The primary sponsor of HR5, the Tort Reform Bill in Congress is Georgia physician / congressman, Phil Gingrey. This is important because Dr. Gingrey has been the subject of three medical malpractice claims in his medical career. The New York Times and others have reported that Dr. Gingrey settled a lawsuit for $500,000 in a case involving a pregnant woman whose appendicitis Gingrey and the other physicians in the case failed to diagnose. The patient’s appendix burst. She lost her baby, had a stroke, and now suffers from partial paralysis. The case is the subject of a Georgia appellate opinion that contains an allegation by the family (via sworn trial testimony) that despite the fact that on two very important days he never saw the Plaintiff, he made entries into the chart as though he had.
That wasn’t the only time Gingrey has been sued. The NYTimes writes:
In a pretrial deposition, Dr. Gingrey testified that he had been sued at least three other times over malpractice during his long career. In one case, a jury found against him; in another case, there was a settlement; and in another case, the patient dropped the action, he testified.
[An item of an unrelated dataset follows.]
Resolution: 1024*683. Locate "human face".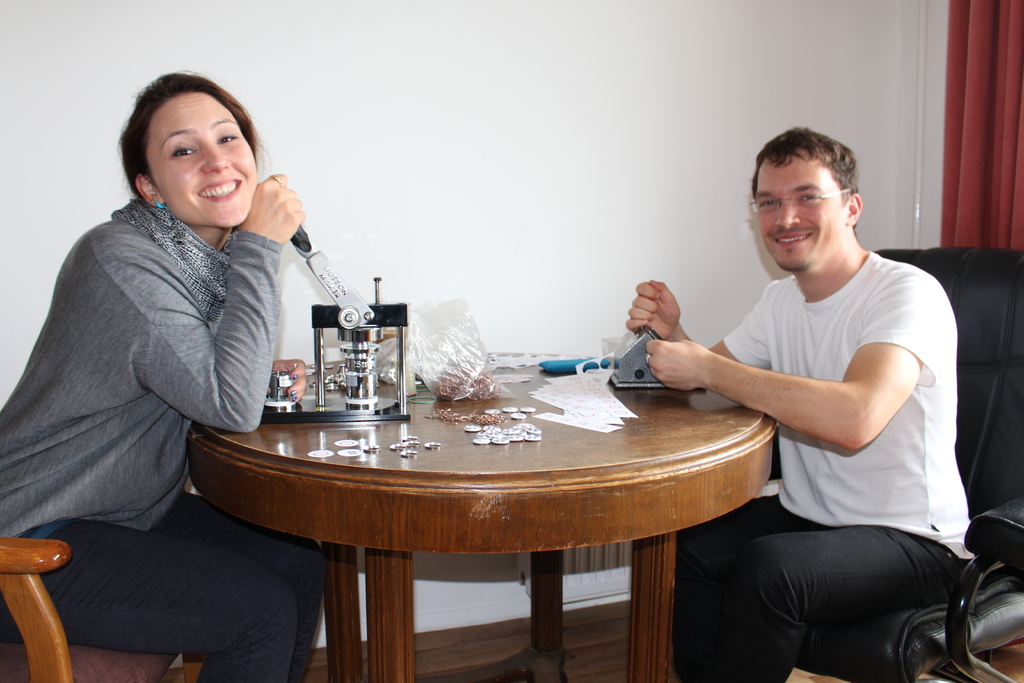
left=755, top=162, right=839, bottom=272.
Barry Meier, Malpractice Bill Raises Issues About a Lawsuit, New York Times, Feb. 8, 2011. Another source commenting on this story editorializes:
It’s no suprise that the doctors who get sued a lot are the ones who complain the loudest about “frivolous” lawsuits. But the case against Gingrey seems anything but frivolous. [And] it’s just those sorts of serious cases that Gingrey’s bill would restrict…far from saving money, the bill would simply shift the cost of negligent medicine from the doctors and their insurance companies to the taxpayers through Medicaid and other disability programs. Private health insurers also can often recoup their costs for covering malpractice injuries through those lawsuits. Catastrophic injuries like the one suffered by Gingrey’s patient profiled in the Times tend to bankrupt people, leaving them reliant on government health care, and the costs can be significant.
Stephanie Mencimer, Malpractice Bill Sponsor Target of Many Suits Himself, Mother Jones, Feb. 9, 2011. Many medical injuries can be prevented by measures that don’t even require any special skills in medicine, such as counting instruments in the operating room.
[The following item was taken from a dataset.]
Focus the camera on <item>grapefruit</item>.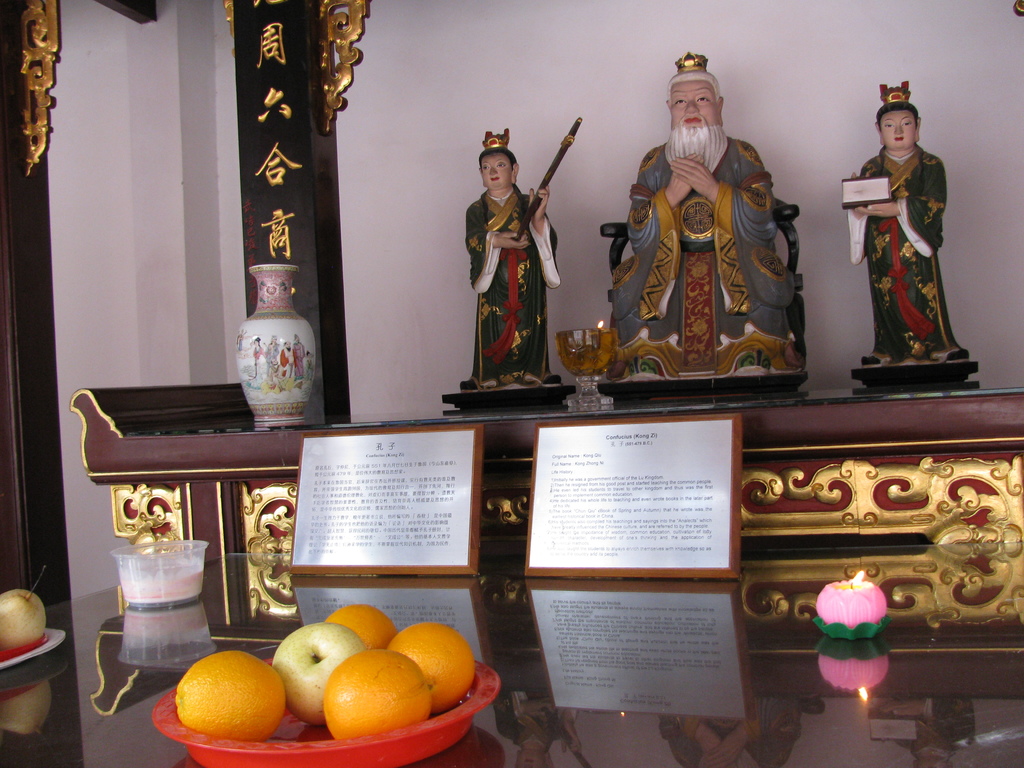
Focus region: region(324, 650, 426, 736).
Lawsuit Filed Over Sponge Left In Patient
A county judge in Palm Beach, Florida, filed a lawsuit last year against a surgeon and two radiologists over a sponge that was left inside him after a surgery at Good Samaritan Medical Center. The claim states the sponge rotted away part of his intestine, leaving him with the constant need to use the restroom and decreasing his quality of life. Bailey is asking in the lawsuit that the hospital be forced to implement reform policies to avoid similar mistakes in the future. Susan Spencer-Wendel, Palm Beach Post.
This injury might have been prevented if the surgeon and/or the circulating room nurse at the hospital or outpatient surgery center had simply kept proper track of the instrument count.
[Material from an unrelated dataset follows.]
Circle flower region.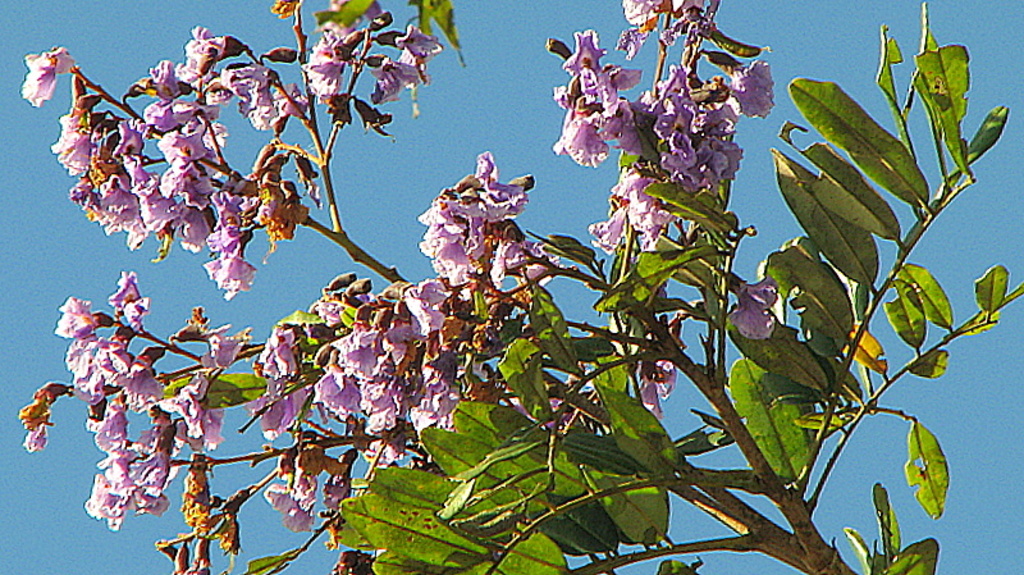
Region: box(726, 277, 777, 339).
Study Finds Surgical Checklists Could Diminish Medical Malpractice Claims
Reuters (1/14) reports on a study by a team at the Academic Medical Center in Amsterdam that found surgical checklists could help limit medical malpractice claims. The study, published in the Annals of Surgery, identified the primary reasons for errors in 294 successful insurance claims related to surgeries from 2004 to 2005. The study found that 29 percent of the reasons for lawsuits could be linked to a step on the checklist.
Experienced Atlanta Medical Malpractice Law Firm
For more than 20 years, the Accident and Injury Lawyers at the Keener Law Firm have focused their practice on representing individuals and families catastrophically injured or killed in all types of injury incidents, including nursing home abuse and neglect, medical malpractice, wrongful death, brain injury, birth injury, auto accidents, motorcycle accidents, trucking accidents, work injuries, elder abuse and neglect, misfilled prescriptions, child daycare injuries, slip and falls due to dangerous conditions, pedestrian injuries, food poisoning, DUI accidents, construction accidents, property damage, and worker’s compensation. Call toll free at (800) 900‑2400 or locally at (770) 955‑3000 for a free and confidential consultation.